D. Grumiller, M. M. Sheikh-Jabbari

TL;DR

The work connects the near-horizon soft hair program to the membrane paradigm by showing that soft hair charges form a Heisenberg algebra conjugate to area-preserving deformations. This structure yields a soft, area-based first law that reproduces the Bekenstein-Hawking entropy and identifies a membrane tension of 1/(4G), with the membrane action accounting for entropy. The Kerr black hole example illustrates microstate labeling by soft hair independent of the classical conserved charges, and the authors outline a path to quantize the membrane and introduce a spectral cutoff to count microstates. The approach offers a semi-classical route to black hole microstate counting and suggests connections to holographic entanglement entropy and firewall discussions.

Abstract

The membrane paradigm posits that black hole microstates are dynamical degrees of freedom associated with a physical membrane vanishingly close to the black hole's event horizon. The soft hair paradigm postulates that black holes can be equipped with zero-energy charges associated with residual diffeomorphisms that label near horizon degrees of freedom. In this essay we argue that the latter paradigm implies the former. More specifically, we exploit suitable near horizon boundary conditions that lead to an algebra of `soft hair charges' containing infinite copies of the Heisenberg algebra, associated with area-preserving shear deformations of black hole horizons. We employ the near horizon soft hair and its Heisenberg algebra to provide a formulation of the membrane paradigm and show how it accounts for black hole entropy.

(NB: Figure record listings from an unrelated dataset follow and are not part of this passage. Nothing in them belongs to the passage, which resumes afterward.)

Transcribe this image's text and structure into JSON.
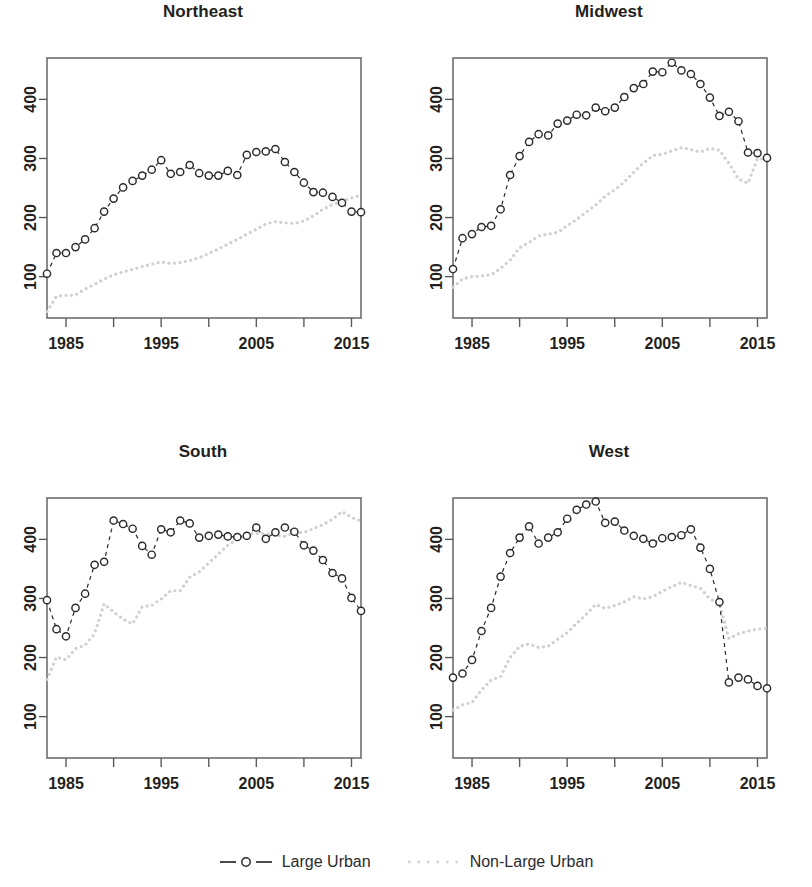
{
  "figure": {
    "panels": [
      "Northeast",
      "Midwest",
      "South",
      "West"
    ],
    "legend": [
      {
        "label": "Large Urban",
        "key": "line-circle-dashed-dark",
        "color": "#2b2b2b"
      },
      {
        "label": "Non-Large Urban",
        "key": "line-dotted-light",
        "color": "#d0d0d0"
      }
    ]
  },
  "chart_data": [
    {
      "type": "line",
      "title": "Northeast",
      "xlabel": "",
      "ylabel": "",
      "xlim": [
        1983,
        2016
      ],
      "ylim": [
        30,
        470
      ],
      "yticks": [
        100,
        200,
        300,
        400
      ],
      "xticks": [
        1985,
        1990,
        1995,
        2000,
        2005,
        2010,
        2015
      ],
      "xticklabels": [
        "1985",
        "",
        "1995",
        "",
        "2005",
        "",
        "2015"
      ],
      "grid": false,
      "legend_position": "bottom",
      "x": [
        1983,
        1984,
        1985,
        1986,
        1987,
        1988,
        1989,
        1990,
        1991,
        1992,
        1993,
        1994,
        1995,
        1996,
        1997,
        1998,
        1999,
        2000,
        2001,
        2002,
        2003,
        2004,
        2005,
        2006,
        2007,
        2008,
        2009,
        2010,
        2011,
        2012,
        2013,
        2014,
        2015,
        2016
      ],
      "series": [
        {
          "name": "Large Urban",
          "style": "dashed-open-circles",
          "color": "#2b2b2b",
          "values": [
            105,
            140,
            140,
            150,
            163,
            182,
            210,
            232,
            251,
            262,
            271,
            281,
            297,
            274,
            277,
            289,
            275,
            271,
            271,
            279,
            272,
            306,
            311,
            312,
            316,
            294,
            277,
            259,
            243,
            242,
            235,
            225,
            210,
            209
          ]
        },
        {
          "name": "Non-Large Urban",
          "style": "dotted",
          "color": "#d0d0d0",
          "values": [
            41,
            67,
            68,
            69,
            79,
            87,
            96,
            103,
            108,
            112,
            117,
            121,
            125,
            122,
            124,
            127,
            132,
            139,
            147,
            155,
            163,
            172,
            180,
            189,
            193,
            191,
            190,
            194,
            203,
            214,
            222,
            228,
            233,
            238
          ]
        }
      ]
    },
    {
      "type": "line",
      "title": "Midwest",
      "xlabel": "",
      "ylabel": "",
      "xlim": [
        1983,
        2016
      ],
      "ylim": [
        30,
        470
      ],
      "yticks": [
        100,
        200,
        300,
        400
      ],
      "xticks": [
        1985,
        1990,
        1995,
        2000,
        2005,
        2010,
        2015
      ],
      "xticklabels": [
        "1985",
        "",
        "1995",
        "",
        "2005",
        "",
        "2015"
      ],
      "grid": false,
      "legend_position": "bottom",
      "x": [
        1983,
        1984,
        1985,
        1986,
        1987,
        1988,
        1989,
        1990,
        1991,
        1992,
        1993,
        1994,
        1995,
        1996,
        1997,
        1998,
        1999,
        2000,
        2001,
        2002,
        2003,
        2004,
        2005,
        2006,
        2007,
        2008,
        2009,
        2010,
        2011,
        2012,
        2013,
        2014,
        2015,
        2016
      ],
      "series": [
        {
          "name": "Large Urban",
          "style": "dashed-open-circles",
          "color": "#2b2b2b",
          "values": [
            113,
            165,
            172,
            184,
            186,
            214,
            272,
            304,
            328,
            341,
            339,
            359,
            364,
            374,
            373,
            386,
            380,
            386,
            404,
            419,
            426,
            447,
            446,
            462,
            449,
            443,
            426,
            403,
            372,
            379,
            363,
            310,
            309,
            301
          ]
        },
        {
          "name": "Non-Large Urban",
          "style": "dotted",
          "color": "#d0d0d0",
          "values": [
            82,
            96,
            100,
            101,
            103,
            114,
            128,
            149,
            158,
            169,
            172,
            175,
            186,
            197,
            209,
            221,
            236,
            247,
            260,
            277,
            292,
            305,
            307,
            313,
            318,
            315,
            311,
            317,
            314,
            292,
            265,
            258,
            300,
            298
          ]
        }
      ]
    },
    {
      "type": "line",
      "title": "South",
      "xlabel": "",
      "ylabel": "",
      "xlim": [
        1983,
        2016
      ],
      "ylim": [
        30,
        470
      ],
      "yticks": [
        100,
        200,
        300,
        400
      ],
      "xticks": [
        1985,
        1990,
        1995,
        2000,
        2005,
        2010,
        2015
      ],
      "xticklabels": [
        "1985",
        "",
        "1995",
        "",
        "2005",
        "",
        "2015"
      ],
      "grid": false,
      "legend_position": "bottom",
      "x": [
        1983,
        1984,
        1985,
        1986,
        1987,
        1988,
        1989,
        1990,
        1991,
        1992,
        1993,
        1994,
        1995,
        1996,
        1997,
        1998,
        1999,
        2000,
        2001,
        2002,
        2003,
        2004,
        2005,
        2006,
        2007,
        2008,
        2009,
        2010,
        2011,
        2012,
        2013,
        2014,
        2015,
        2016
      ],
      "series": [
        {
          "name": "Large Urban",
          "style": "dashed-open-circles",
          "color": "#2b2b2b",
          "values": [
            297,
            248,
            236,
            284,
            308,
            357,
            362,
            432,
            426,
            418,
            389,
            374,
            417,
            412,
            432,
            427,
            403,
            406,
            408,
            405,
            404,
            406,
            420,
            401,
            412,
            420,
            413,
            390,
            381,
            365,
            343,
            334,
            301,
            279
          ]
        },
        {
          "name": "Non-Large Urban",
          "style": "dotted",
          "color": "#d0d0d0",
          "values": [
            163,
            201,
            196,
            215,
            221,
            240,
            291,
            277,
            265,
            257,
            286,
            288,
            299,
            313,
            313,
            336,
            345,
            360,
            375,
            390,
            400,
            409,
            410,
            410,
            407,
            405,
            411,
            412,
            418,
            425,
            434,
            447,
            437,
            431
          ]
        }
      ]
    },
    {
      "type": "line",
      "title": "West",
      "xlabel": "",
      "ylabel": "",
      "xlim": [
        1983,
        2016
      ],
      "ylim": [
        30,
        470
      ],
      "yticks": [
        100,
        200,
        300,
        400
      ],
      "xticks": [
        1985,
        1990,
        1995,
        2000,
        2005,
        2010,
        2015
      ],
      "xticklabels": [
        "1985",
        "",
        "1995",
        "",
        "2005",
        "",
        "2015"
      ],
      "grid": false,
      "legend_position": "bottom",
      "x": [
        1983,
        1984,
        1985,
        1986,
        1987,
        1988,
        1989,
        1990,
        1991,
        1992,
        1993,
        1994,
        1995,
        1996,
        1997,
        1998,
        1999,
        2000,
        2001,
        2002,
        2003,
        2004,
        2005,
        2006,
        2007,
        2008,
        2009,
        2010,
        2011,
        2012,
        2013,
        2014,
        2015,
        2016
      ],
      "series": [
        {
          "name": "Large Urban",
          "style": "dashed-open-circles",
          "color": "#2b2b2b",
          "values": [
            166,
            173,
            196,
            245,
            284,
            337,
            377,
            403,
            422,
            393,
            403,
            412,
            435,
            450,
            459,
            464,
            428,
            430,
            415,
            406,
            401,
            393,
            402,
            404,
            407,
            417,
            386,
            350,
            294,
            158,
            166,
            163,
            152,
            148
          ]
        },
        {
          "name": "Non-Large Urban",
          "style": "dotted",
          "color": "#d0d0d0",
          "values": [
            111,
            120,
            124,
            145,
            162,
            168,
            200,
            219,
            223,
            217,
            219,
            231,
            242,
            258,
            273,
            290,
            283,
            288,
            294,
            303,
            299,
            303,
            312,
            320,
            327,
            322,
            317,
            299,
            292,
            232,
            240,
            245,
            248,
            249
          ]
        }
      ]
    }
  ]
}
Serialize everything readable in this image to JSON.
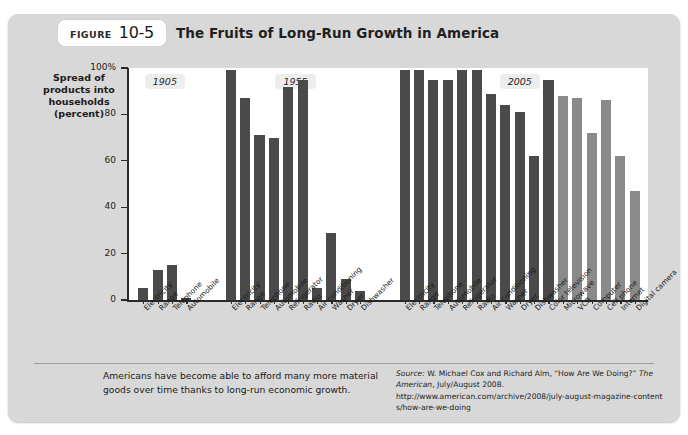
{
  "figure": {
    "badge_label": "FIGURE",
    "badge_number": "10-5",
    "title": "The Fruits of Long-Run Growth in America"
  },
  "axis": {
    "y_title_lines": [
      "Spread of",
      "products into",
      "households",
      "(percent)"
    ],
    "y_ticks": [
      "100%",
      "80",
      "60",
      "40",
      "20",
      "0"
    ]
  },
  "caption": "Americans have become able to afford many more material goods over time thanks to long-run economic growth.",
  "source": {
    "label": "Source:",
    "line1_a": " W. Michael Cox and Richard Alm, “How Are We Doing?” ",
    "line1_b": "The American",
    "line1_c": ", July/August 2008.",
    "line2": "http://www.american.com/archive/2008/july-august-magazine-contents/how-are-we-doing"
  },
  "colors": {
    "card_bg": "#d8d8d8",
    "plot_bg": "#ffffff",
    "bar_dark": "#4a4a4a",
    "bar_light": "#8a8a8a",
    "axis": "#2a2a2a"
  },
  "chart_data": {
    "type": "bar",
    "title": "The Fruits of Long-Run Growth in America",
    "xlabel": "",
    "ylabel": "Spread of products into households (percent)",
    "ylim": [
      0,
      100
    ],
    "grid": false,
    "legend": "none",
    "groups": [
      {
        "year": "1905",
        "categories": [
          "Electricity",
          "Range",
          "Telephone",
          "Automobile"
        ],
        "values": [
          5,
          13,
          15,
          1
        ],
        "colors": [
          "#4a4a4a",
          "#4a4a4a",
          "#4a4a4a",
          "#4a4a4a"
        ]
      },
      {
        "year": "1955",
        "categories": [
          "Electricity",
          "Range",
          "Telephone",
          "Automobile",
          "Refrigerator",
          "Radio",
          "Air conditioning",
          "Washer",
          "Dryer",
          "Dishwasher"
        ],
        "values": [
          99,
          87,
          71,
          70,
          92,
          95,
          5,
          29,
          9,
          4
        ],
        "colors": [
          "#4a4a4a",
          "#4a4a4a",
          "#4a4a4a",
          "#4a4a4a",
          "#4a4a4a",
          "#4a4a4a",
          "#4a4a4a",
          "#4a4a4a",
          "#4a4a4a",
          "#4a4a4a"
        ]
      },
      {
        "year": "2005",
        "categories": [
          "Electricity",
          "Range",
          "Telephone",
          "Automobile",
          "Refrigerator",
          "Radio",
          "Air conditioning",
          "Washer",
          "Dryer",
          "Dishwasher",
          "Color television",
          "Microwave",
          "VCR",
          "Computer",
          "Cell phone",
          "Internet",
          "Digital camera"
        ],
        "values": [
          99,
          99,
          95,
          95,
          99,
          99,
          89,
          84,
          81,
          62,
          95,
          88,
          87,
          72,
          86,
          62,
          47
        ],
        "colors": [
          "#4a4a4a",
          "#4a4a4a",
          "#4a4a4a",
          "#4a4a4a",
          "#4a4a4a",
          "#4a4a4a",
          "#4a4a4a",
          "#4a4a4a",
          "#4a4a4a",
          "#4a4a4a",
          "#4a4a4a",
          "#8a8a8a",
          "#8a8a8a",
          "#8a8a8a",
          "#8a8a8a",
          "#8a8a8a",
          "#8a8a8a"
        ]
      }
    ]
  }
}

Membrane Paradigm from Near Horizon Soft Hair

TL;DR

The work connects the near-horizon soft hair program to the membrane paradigm by showing that soft hair charges form a Heisenberg algebra conjugate to area-preserving deformations. This structure yields a soft, area-based first law that reproduces the Bekenstein-Hawking entropy and identifies a membrane tension of 1/(4G), with the membrane action accounting for entropy. The Kerr black hole example illustrates microstate labeling by soft hair independent of the classical conserved charges, and the authors outline a path to quantize the membrane and introduce a spectral cutoff to count microstates. The approach offers a semi-classical route to black hole microstate counting and suggests connections to holographic entanglement entropy and firewall discussions.

Abstract

The membrane paradigm posits that black hole microstates are dynamical degrees of freedom associated with a physical membrane vanishingly close to the black hole's event horizon. The soft hair paradigm postulates that black holes can be equipped with zero-energy charges associated with residual diffeomorphisms that label near horizon degrees of freedom. In this essay we argue that the latter paradigm implies the former. More specifically, we exploit suitable near horizon boundary conditions that lead to an algebra of `soft hair charges' containing infinite copies of the Heisenberg algebra, associated with area-preserving shear deformations of black hole horizons. We employ the near horizon soft hair and its Heisenberg algebra to provide a formulation of the membrane paradigm and show how it accounts for black hole entropy.

Paper Structure

This paper contains 6 sections, 10 equations.